Keep a college football playoff format simple
Published 12:01 am Sunday, May 13, 2012
The impact of the BCS National Championship Game between LSU and Alabama is still being felt four months after the fact.
Commissioners for the BCS conferences and Notre Dame athletic director Jack Swarbrick met in late March to discuss possible changes to the current postseason format in college football. Ideas have been thrown around, ranging from four-, eight- to 16-team playoffs, or a “plus-one” system, where the top two teams would meet for one final game after all the bowl games had been played.
What seems to be the most popular idea is a four-team playoff, where No. 1 and No. 4 would face off in a semifinal game, as would No. 2 and No. 3. After that, the winners would play for the national championship.
The LSU-Alabama rematch comes into play in Big 10 commissioner Jim Delaney comments from Wednesday. Delaney tossed around the idea of a four-team playoff, with the stipulation that only a conference champion could be a part of that playoff, provided that the conference champion is ranked in the top six.
In practical terms, No. 1 LSU would have played No. 10 Wisconsin, and No. 3 Oklahoma State would have played No. 5 Oregon, had the rules been limited to “you have to win your conference” this past season. But if what Delaney is proposing were in place, No. 2 Alabama and No. 3 Oklahoma State would have squared off in the semifinal, and LSU would have had a different rematch, this time against Oregon.
The national outrage over Alabama, which didn’t win its division or conference, getting into the national title game over Oklahoma State, which did win its conference, is what has fueled this talk. The problem is this may be a case of cutting off your nose to spite your face.
Let’s take, for example, last year’s Stanford University team. PAC-12 commissioner Larry Scott said in an interview in February that he supports the “conference champions only” model, where the top four highest-ranked teams that won their conference would play each other. Well, had either his preferred model or Delaney’s been in place last season, Stanford would have been left out of a four-team playoff despite the BCS formula thinking it was a top-four team. Try explaining that to a fan base of a member institution.
I understand the rest of the country is probably sick of seeing SEC teams win it all year after year, and having two SEC teams in the title game last season had to have been the ultimate slap in the face. But sooner or later, one of these proposed models is going to leave a Big-10 or PAC-12 team on the outside looking in. Do we alter the system again after that happens?
Futhermore, there’s the Notre Dame factor. As an independent, Notre Dame obviously doesn’t have the ability to win a conference championship. If they’re ranked in the final top four, do they get left out in a champions-only model, or are there special stipulations for the Fighting Irish? And if Notre Dame does get special stipulations, imagine the outrage of the Fighting Irish replacing one of the top four-ranked conference champions.
If you’re going to change the current model, keep it simple. No. 1 should face No. 4, and No. 2 should face No. 3. Let the best four teams play, not the best four teams that happened to win their conference. If you want to re-evaluate the system that determines the top four teams, that’s perfectly acceptable, too.
Is it the perfect model? No, but it’s the best one of all the ones being proposed.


REQUIRED ACTION:
Search the records for the word "numerator" and copy each line in which it appears.

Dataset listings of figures
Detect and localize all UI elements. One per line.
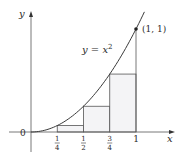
tick-numerator: 1 bbox=[55, 135, 59, 143]
riemann-rectangle bbox=[57, 126, 83, 132]
riemann-rectangle bbox=[84, 106, 110, 132]
tick-denominator: 4 bbox=[108, 144, 113, 152]
rectangles bbox=[57, 74, 136, 132]
y-axis-label: y bbox=[18, 8, 25, 19]
x-axis-label: x bbox=[167, 133, 173, 144]
curve-label: y = x2 bbox=[81, 43, 113, 55]
tick-numerator: 3 bbox=[108, 135, 112, 143]
tick-denominator: 2 bbox=[81, 144, 85, 152]
tick-labels: 1412341 bbox=[55, 134, 139, 152]
y-axis-arrow-icon bbox=[29, 11, 33, 17]
riemann-sum-diagram: y x 0 (1, 1) y = x2 1412341 bbox=[0, 0, 183, 160]
tick-label: 1 bbox=[133, 134, 139, 144]
riemann-rectangle bbox=[110, 74, 136, 132]
point-label: (1, 1) bbox=[142, 24, 166, 34]
tick-numerator: 1 bbox=[81, 135, 85, 143]
point-1-1 bbox=[134, 27, 138, 31]
origin-label: 0 bbox=[20, 128, 26, 138]
tick-denominator: 4 bbox=[55, 144, 60, 152]
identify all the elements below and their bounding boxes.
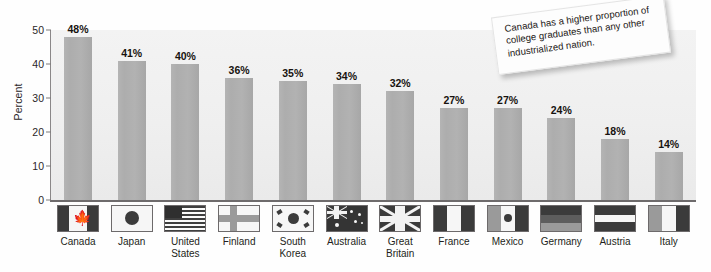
- x-axis-category: UnitedStates: [158, 205, 212, 259]
- bar: [279, 81, 307, 200]
- flag-japan-icon: [111, 205, 153, 232]
- y-axis-tick-label: 10: [18, 160, 44, 172]
- category-label-line2: Britain: [386, 248, 414, 259]
- x-axis-category-label: SouthKorea: [266, 236, 320, 259]
- bar: [547, 118, 575, 200]
- x-axis-category: SouthKorea: [266, 205, 320, 259]
- bar-value-label: 40%: [158, 50, 212, 62]
- flag-united-states-icon: [164, 205, 206, 232]
- bar-chart-figure: Percent 01020304050 48%41%40%36%35%34%32…: [0, 0, 711, 272]
- flag-south-korea-icon: [272, 205, 314, 232]
- category-label-line1: Great: [388, 236, 413, 247]
- bar: [225, 78, 253, 200]
- category-label-line1: Italy: [660, 236, 678, 247]
- flag-austria-icon: [594, 205, 636, 232]
- bar: [333, 84, 361, 200]
- y-axis-tick-label: 50: [18, 24, 44, 36]
- x-axis-category: Finland: [212, 205, 266, 248]
- bar: [494, 108, 522, 200]
- category-label-line1: Mexico: [492, 236, 524, 247]
- category-label-line1: South: [280, 236, 306, 247]
- cropped-source-line: [8, 266, 308, 272]
- y-axis-tick-label: 0: [18, 194, 44, 206]
- x-axis-line: [50, 200, 696, 202]
- x-axis-category-label: GreatBritain: [373, 236, 427, 259]
- x-axis-category: Mexico: [481, 205, 535, 248]
- x-axis-category-label: Canada: [51, 236, 105, 248]
- y-axis-tick-label: 20: [18, 126, 44, 138]
- x-axis-category-label: UnitedStates: [158, 236, 212, 259]
- x-axis-category: Austria: [588, 205, 642, 248]
- x-axis-category-label: France: [427, 236, 481, 248]
- bar-value-label: 32%: [373, 77, 427, 89]
- flag-great-britain-icon: [379, 205, 421, 232]
- callout-note-text: Canada has a higher proportion of colleg…: [504, 3, 658, 59]
- flag-mexico-icon: [487, 205, 529, 232]
- category-label-line1: Finland: [223, 236, 256, 247]
- x-axis-category-label: Australia: [320, 236, 374, 248]
- flag-canada-icon: 🍁: [57, 205, 99, 232]
- category-label-line1: Austria: [599, 236, 630, 247]
- x-axis-category-label: Mexico: [481, 236, 535, 248]
- x-axis-category: Germany: [534, 205, 588, 248]
- category-label-line1: Canada: [60, 236, 95, 247]
- bar-value-label: 48%: [51, 23, 105, 35]
- x-axis-category: Australia: [320, 205, 374, 248]
- flag-france-icon: [433, 205, 475, 232]
- category-label-line1: France: [438, 236, 469, 247]
- category-label-line2: Korea: [279, 248, 306, 259]
- bar-value-label: 27%: [481, 94, 535, 106]
- category-label-line1: Japan: [118, 236, 145, 247]
- bar: [386, 91, 414, 200]
- x-axis-category: France: [427, 205, 481, 248]
- bar: [601, 139, 629, 200]
- category-label-line1: Germany: [541, 236, 582, 247]
- bar-value-label: 35%: [266, 67, 320, 79]
- x-axis-category-label: Germany: [534, 236, 588, 248]
- bar: [118, 61, 146, 200]
- bar-value-label: 14%: [642, 138, 696, 150]
- category-label-line2: States: [171, 248, 199, 259]
- bar: [655, 152, 683, 200]
- x-axis-category: Japan: [105, 205, 159, 248]
- x-axis-category: 🍁Canada: [51, 205, 105, 248]
- x-axis-category-label: Japan: [105, 236, 159, 248]
- y-axis-tick-label: 30: [18, 92, 44, 104]
- x-axis-category: Italy: [642, 205, 696, 248]
- bar: [64, 37, 92, 200]
- flag-italy-icon: [648, 205, 690, 232]
- bar-value-label: 36%: [212, 64, 266, 76]
- x-axis-category: GreatBritain: [373, 205, 427, 259]
- x-axis-category-label: Italy: [642, 236, 696, 248]
- bar-value-label: 41%: [105, 47, 159, 59]
- flag-germany-icon: [540, 205, 582, 232]
- x-axis-category-group: 🍁CanadaJapanUnitedStatesFinlandSouthKore…: [51, 205, 696, 272]
- bar-value-label: 18%: [588, 125, 642, 137]
- flag-australia-icon: [326, 205, 368, 232]
- flag-finland-icon: [218, 205, 260, 232]
- category-label-line1: United: [171, 236, 200, 247]
- y-axis-tick-label: 40: [18, 58, 44, 70]
- bar: [440, 108, 468, 200]
- x-axis-category-label: Finland: [212, 236, 266, 248]
- bar-value-label: 27%: [427, 94, 481, 106]
- x-axis-category-label: Austria: [588, 236, 642, 248]
- bar: [171, 64, 199, 200]
- bar-value-label: 34%: [320, 70, 374, 82]
- category-label-line1: Australia: [327, 236, 366, 247]
- bar-value-label: 24%: [534, 104, 588, 116]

SOLUTION FOR THIS EXERCISE:
tick-numerator: 1 bbox=[55, 135, 59, 143]
tick-numerator: 3 bbox=[108, 135, 112, 143]
tick-numerator: 1 bbox=[81, 135, 85, 143]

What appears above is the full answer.